Negotiation (in the context of bills and money; obviously “to negotiate” means something else for wars and politics) is a special kind of transfer of ownership of something. Only very specific things can be negotiated. They are made negotiable by law, and they are called “negotiable instruments”.
You can get most of the meaning of “negotiable” when you think of “like cash” or “cash-like”. Physical money – banknotes and coins – are negotiable instruments as well, though they are rarely called that.
The special quality of negotiability, and the process of negotiation, is that when a thing is successfully negotiated (its ownership is transferred) the new owner has full ***legal*** ownership (called the “title”) of the thing _even if the previous “owner” didn’t._ They can become the true owner even if the person they got it from wasn’t the true owner.
As an example: Let’s say someone asks to borrow your phone, but doesn’t return it. They steal it. Then they sell it on Ebay or Craigslist or Facebook. The new “owner” doesn’t have legal title to the phone, because they bought it from someone who didn’t have legal title. This is because “you can’t sell what you don’t own”, as the law says in most cases. The person now has your phone, but they aren’t the true owner. You are still the true owner, because you have the title to it.
But let’s say you have en envelope full of money. Let’s even say you scribbled a tiny smiley face on every bill just for fun. Now someone steals the envelope of cash, and uses that cash at the local store to buy a lot of things. The store (or the store owner) now has that cash. In fact, they are the _true owner_ of that money now. That’s because cash is negotiable, and it was _negotiated for value_ to the store owner. The owner took it according to the rules of negotiation, so the store owner now has the title.

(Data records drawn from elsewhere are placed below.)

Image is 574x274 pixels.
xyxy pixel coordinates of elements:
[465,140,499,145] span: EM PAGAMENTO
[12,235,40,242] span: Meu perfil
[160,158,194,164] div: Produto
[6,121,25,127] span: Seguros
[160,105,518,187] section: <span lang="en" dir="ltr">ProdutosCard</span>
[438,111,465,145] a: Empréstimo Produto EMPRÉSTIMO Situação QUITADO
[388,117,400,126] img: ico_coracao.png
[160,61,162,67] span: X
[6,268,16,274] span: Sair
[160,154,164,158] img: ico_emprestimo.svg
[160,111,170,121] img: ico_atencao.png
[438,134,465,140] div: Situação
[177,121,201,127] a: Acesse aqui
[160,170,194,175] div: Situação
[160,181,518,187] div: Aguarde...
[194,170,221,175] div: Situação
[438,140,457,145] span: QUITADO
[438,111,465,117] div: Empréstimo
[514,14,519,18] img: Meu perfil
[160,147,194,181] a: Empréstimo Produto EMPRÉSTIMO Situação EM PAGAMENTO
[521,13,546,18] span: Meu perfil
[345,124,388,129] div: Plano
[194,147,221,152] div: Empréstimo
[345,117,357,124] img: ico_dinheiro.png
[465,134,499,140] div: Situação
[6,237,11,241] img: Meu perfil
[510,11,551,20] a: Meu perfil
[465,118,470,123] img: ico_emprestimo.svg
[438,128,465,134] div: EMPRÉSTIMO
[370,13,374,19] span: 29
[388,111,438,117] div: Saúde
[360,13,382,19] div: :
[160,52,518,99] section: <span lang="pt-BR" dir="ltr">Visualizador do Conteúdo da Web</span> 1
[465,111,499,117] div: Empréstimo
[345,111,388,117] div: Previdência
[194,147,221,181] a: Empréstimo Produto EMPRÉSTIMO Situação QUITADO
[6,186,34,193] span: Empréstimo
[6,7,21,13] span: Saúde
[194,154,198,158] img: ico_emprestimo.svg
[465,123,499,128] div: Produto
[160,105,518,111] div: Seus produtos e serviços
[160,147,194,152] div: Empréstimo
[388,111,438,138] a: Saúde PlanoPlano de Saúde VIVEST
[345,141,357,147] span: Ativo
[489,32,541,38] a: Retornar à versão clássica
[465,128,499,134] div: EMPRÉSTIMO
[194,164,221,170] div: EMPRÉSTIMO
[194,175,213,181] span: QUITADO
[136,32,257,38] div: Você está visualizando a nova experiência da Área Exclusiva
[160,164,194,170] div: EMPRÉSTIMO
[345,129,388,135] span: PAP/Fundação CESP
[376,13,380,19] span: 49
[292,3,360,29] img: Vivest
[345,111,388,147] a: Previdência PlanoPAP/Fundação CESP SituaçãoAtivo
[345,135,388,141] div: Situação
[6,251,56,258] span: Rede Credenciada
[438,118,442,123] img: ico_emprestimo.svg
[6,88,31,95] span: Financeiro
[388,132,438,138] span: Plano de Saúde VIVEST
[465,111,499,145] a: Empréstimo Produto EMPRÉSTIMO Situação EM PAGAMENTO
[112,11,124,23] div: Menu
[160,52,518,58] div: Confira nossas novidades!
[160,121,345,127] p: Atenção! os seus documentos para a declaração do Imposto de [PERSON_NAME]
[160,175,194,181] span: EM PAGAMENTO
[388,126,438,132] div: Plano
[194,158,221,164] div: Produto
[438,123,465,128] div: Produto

If you find the person holding your stolen phone, even though they are innocent and paid for it, you can take back the phone because you are still the true owner. It never stopped being legally yours. If you find your cash – with the little smiley faces still on the bills – at the same store the thief went to, you _cannot_ take it back. You don’t own it anymore, even though it was stolen from you, and even if you can prove those smiley-face bills were yours.

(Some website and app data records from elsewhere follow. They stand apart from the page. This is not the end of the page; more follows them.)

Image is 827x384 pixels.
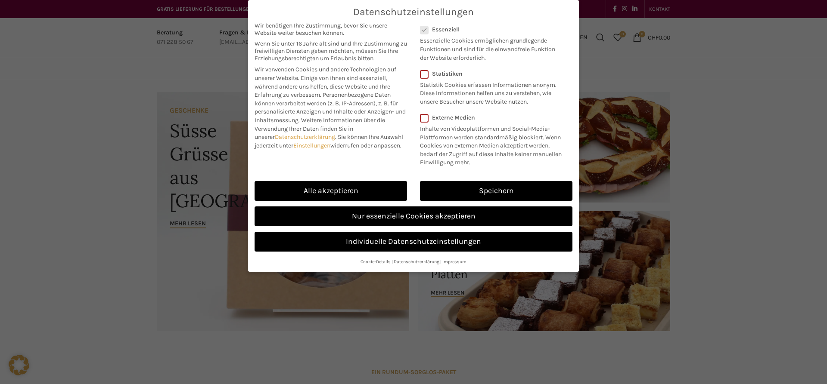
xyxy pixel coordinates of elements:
label: Essenziell [420,26,561,33]
a: Individuelle Datenschutzeinstellungen [254,232,572,252]
a: Cookie-Details [360,259,390,265]
span: Wir verwenden Cookies und andere Technologien auf unserer Website. Einige von ihnen sind essenzie... [254,66,396,99]
label: Statistiken [420,70,561,77]
a: Speichern [420,181,572,201]
span: Personenbezogene Daten können verarbeitet werden (z. B. IP-Adressen), z. B. für personalisierte A... [254,91,406,124]
span: Datenschutzeinstellungen [353,6,474,18]
p: Statistik Cookies erfassen Informationen anonym. Diese Informationen helfen uns zu verstehen, wie... [420,77,561,106]
a: Datenschutzerklärung [393,259,439,265]
a: Nur essenzielle Cookies akzeptieren [254,207,572,226]
a: Einstellungen [293,142,330,149]
p: Inhalte von Videoplattformen und Social-Media-Plattformen werden standardmäßig blockiert. Wenn Co... [420,121,567,167]
span: Wir benötigen Ihre Zustimmung, bevor Sie unsere Website weiter besuchen können. [254,22,407,37]
p: Essenzielle Cookies ermöglichen grundlegende Funktionen und sind für die einwandfreie Funktion de... [420,33,561,62]
a: Alle akzeptieren [254,181,407,201]
span: Wenn Sie unter 16 Jahre alt sind und Ihre Zustimmung zu freiwilligen Diensten geben möchten, müss... [254,40,407,62]
a: Datenschutzerklärung [275,133,335,141]
label: Externe Medien [420,114,567,121]
span: Weitere Informationen über die Verwendung Ihrer Daten finden Sie in unserer . [254,117,385,141]
a: Impressum [442,259,466,265]
span: Sie können Ihre Auswahl jederzeit unter widerrufen oder anpassen. [254,133,403,149]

(Of course, the thief is always responsible for the damage, and in any case the person who “loses out” can pursue the thief to be paid back.)
Negotiable instruments have this special quality. They _can_ be sold or traded even by someone who doesn’t own them. This is a feature, not a bug. The ability to negotiate bills, cheques, and promissory notes was very useful in past times, with the way traders and merchants ran their businesses. The unfairness of the original owner wrongly losing title was seen as less important than the ability to pay with negotiable instruments, and accept negotiable instruments as payment, with the same confidence as cash.

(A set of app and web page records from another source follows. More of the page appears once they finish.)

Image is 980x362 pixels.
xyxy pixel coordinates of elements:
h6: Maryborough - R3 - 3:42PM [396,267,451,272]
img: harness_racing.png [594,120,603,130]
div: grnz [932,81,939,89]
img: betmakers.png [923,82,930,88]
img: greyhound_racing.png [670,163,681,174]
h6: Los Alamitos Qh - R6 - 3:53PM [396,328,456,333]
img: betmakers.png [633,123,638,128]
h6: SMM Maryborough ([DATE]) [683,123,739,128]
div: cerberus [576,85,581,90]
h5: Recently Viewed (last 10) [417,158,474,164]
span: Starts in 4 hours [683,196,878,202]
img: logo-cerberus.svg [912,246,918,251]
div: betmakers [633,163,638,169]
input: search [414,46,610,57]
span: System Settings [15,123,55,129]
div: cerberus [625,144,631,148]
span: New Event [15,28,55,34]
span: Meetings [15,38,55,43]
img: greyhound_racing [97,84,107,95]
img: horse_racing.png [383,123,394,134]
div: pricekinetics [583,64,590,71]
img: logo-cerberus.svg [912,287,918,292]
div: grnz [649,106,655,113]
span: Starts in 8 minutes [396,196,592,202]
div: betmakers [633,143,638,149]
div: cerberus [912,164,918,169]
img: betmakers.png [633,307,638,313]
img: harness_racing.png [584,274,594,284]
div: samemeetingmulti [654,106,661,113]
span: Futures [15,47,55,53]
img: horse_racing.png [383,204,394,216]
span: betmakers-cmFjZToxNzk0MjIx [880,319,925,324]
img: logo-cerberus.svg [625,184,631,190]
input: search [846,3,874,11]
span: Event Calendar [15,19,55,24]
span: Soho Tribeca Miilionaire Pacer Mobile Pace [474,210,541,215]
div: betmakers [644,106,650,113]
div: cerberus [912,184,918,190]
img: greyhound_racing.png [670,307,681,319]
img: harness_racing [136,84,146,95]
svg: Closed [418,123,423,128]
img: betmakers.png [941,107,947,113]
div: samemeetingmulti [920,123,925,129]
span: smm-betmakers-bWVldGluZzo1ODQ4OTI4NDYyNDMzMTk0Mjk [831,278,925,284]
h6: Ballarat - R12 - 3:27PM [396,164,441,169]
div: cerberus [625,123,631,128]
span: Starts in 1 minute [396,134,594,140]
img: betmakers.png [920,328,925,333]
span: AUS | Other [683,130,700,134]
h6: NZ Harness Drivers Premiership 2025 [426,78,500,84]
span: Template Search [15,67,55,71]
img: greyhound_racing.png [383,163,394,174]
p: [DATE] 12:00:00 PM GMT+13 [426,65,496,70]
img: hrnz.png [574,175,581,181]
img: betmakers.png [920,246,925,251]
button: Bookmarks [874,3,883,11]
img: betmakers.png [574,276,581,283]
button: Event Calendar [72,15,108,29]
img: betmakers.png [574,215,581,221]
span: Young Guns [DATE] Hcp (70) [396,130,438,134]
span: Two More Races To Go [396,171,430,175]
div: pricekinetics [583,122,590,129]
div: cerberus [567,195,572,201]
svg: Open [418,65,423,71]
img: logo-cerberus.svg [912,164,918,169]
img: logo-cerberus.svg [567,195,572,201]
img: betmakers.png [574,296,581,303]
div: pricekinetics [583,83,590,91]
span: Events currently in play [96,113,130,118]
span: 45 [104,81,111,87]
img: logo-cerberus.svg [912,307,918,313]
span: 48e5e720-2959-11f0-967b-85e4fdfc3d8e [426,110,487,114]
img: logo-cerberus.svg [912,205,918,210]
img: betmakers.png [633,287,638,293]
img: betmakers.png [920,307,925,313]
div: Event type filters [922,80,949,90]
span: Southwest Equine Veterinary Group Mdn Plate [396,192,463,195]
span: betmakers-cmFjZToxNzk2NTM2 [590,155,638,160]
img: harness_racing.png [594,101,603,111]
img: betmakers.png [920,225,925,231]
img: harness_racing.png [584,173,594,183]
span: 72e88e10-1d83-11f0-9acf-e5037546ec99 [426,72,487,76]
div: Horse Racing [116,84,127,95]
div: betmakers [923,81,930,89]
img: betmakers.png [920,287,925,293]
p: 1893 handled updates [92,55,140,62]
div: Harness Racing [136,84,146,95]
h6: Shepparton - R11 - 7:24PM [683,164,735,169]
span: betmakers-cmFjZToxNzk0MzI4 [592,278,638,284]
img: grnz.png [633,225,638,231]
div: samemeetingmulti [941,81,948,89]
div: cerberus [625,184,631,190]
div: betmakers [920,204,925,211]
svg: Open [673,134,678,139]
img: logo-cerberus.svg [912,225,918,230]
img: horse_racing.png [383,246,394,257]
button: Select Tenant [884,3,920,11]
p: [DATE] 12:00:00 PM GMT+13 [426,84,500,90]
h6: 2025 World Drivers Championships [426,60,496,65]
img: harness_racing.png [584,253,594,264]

As a last detail: Negotiation isn’t always as simple as just handing something over. In the case of banknotes or “bearer instruments” (such as cheques made out to “cash” or “bearer”) simply delivering them is enough to negotiate them. However for some instruments, like cheques made out to specific payees, negotiation also requires _endorsement_, or signing over the instrument by the current person holding it. Negotiation must be done the right way, according to the rules, which are specified in the law. If it is not done correctly, it doesn’t work to transfer the title.